I need to write code that calls an external function that can be either stdcall call or cdecl in a 32bit windows application.
My code, the caller, can't know in advance which of these its going to be. Right now, if I try to call a cdecl function from a call site that was defined as stdcall, I get a checkEsp exception dialog, and I'm guessing that's there for a good reason.
Is there any way to do it?

Was it helpful?

Solution

It can be done following way:

          mov     esi, esp

          push    arg3
          push    arg2
          push    arg1
          call    [SomeExternalProc]

          mov     esp, esi   ; now the stack is always properly cleaned 

The external procedure will preserve esi. Or you can use any other register preserved by the external procedure or even memory variable - local or global.
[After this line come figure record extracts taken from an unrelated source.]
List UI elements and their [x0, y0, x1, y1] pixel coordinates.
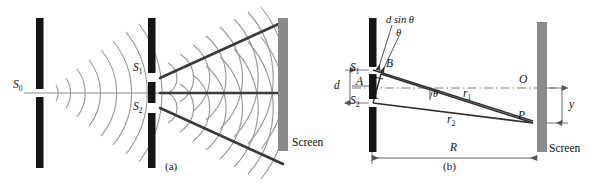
- panel-b-label-point-a: A: [356, 76, 363, 88]
- physics-figure-young-double-slit: S0 S1 S2 Screen (a) d sin θ θ B S1 A S2 …: [0, 0, 595, 193]
- panel-a-double-slit-barrier: [148, 18, 156, 168]
- panel-b-label-R: R: [450, 142, 457, 154]
- panel-b-label-s2: S2: [350, 95, 360, 109]
- panel-a-label-s1: S1: [133, 62, 143, 76]
- panel-b-double-slit-barrier: [369, 18, 377, 152]
- panel-b-label-s1: S1: [350, 62, 360, 76]
- panel-a-caption: (a): [165, 161, 177, 172]
- panel-b-y-dimension: [547, 88, 568, 123]
- panel-b-label-path-difference: d sin θ: [386, 15, 414, 26]
- panel-a-viewing-screen: [278, 18, 288, 151]
- panel-b-label-d: d: [334, 80, 340, 92]
- panel-b-label-r2: r2: [447, 114, 455, 128]
- panel-b-label-p: P: [518, 110, 525, 122]
- panel-b-label-theta-axis: θ: [433, 89, 438, 100]
- panel-b-caption: (b): [443, 161, 456, 172]
- figure-canvas: [0, 0, 595, 193]
- panel-b-screen-label: Screen: [549, 143, 580, 155]
- panel-b-label-y: y: [569, 99, 574, 111]
- panel-a-label-s2: S2: [133, 101, 143, 115]
- panel-b-label-theta-top: θ: [396, 28, 401, 39]
- panel-a-label-s0: S0: [13, 79, 23, 93]
- panel-b-ray-r1: [381, 74, 533, 123]
- panel-b-viewing-screen: [537, 22, 547, 152]
- panel-b-label-point-b: B: [386, 58, 393, 70]
- panel-b-label-o: O: [519, 74, 527, 86]
- panel-a-screen-label: Screen: [292, 137, 323, 149]
- panel-b-label-r1: r1: [463, 88, 471, 102]
- panel-a-graphics: [24, 7, 288, 179]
Good, the order of the arguments is the same for CDECL and STDCALL - in reverse order. (Left-most arg at the lowest address.) So they're compatible except for where ESP points on return. Both conventions agree on which registers are call-preserved vs. call-clobbered.

OTHER TIPS

You can also use alloca() which has the side effect of saving and restoring the stack pointer:

{
    alloca( (uintptr_t)callback & 2 );
    callback();
}

cdecl and stdcall are by definition incompatible. In cdecl, the caller cleans up the stack, in stdcall the callee cleans up the stack. If you assume stdcall, but it is in fact cdecl, no one cleans up the stack. That means your ESP (stack pointer) is going to be screwed up after the call. Maybe if you give more details, there maybe a work around, but there is no way to call a function without knowing it's calling convention without messing up your stack.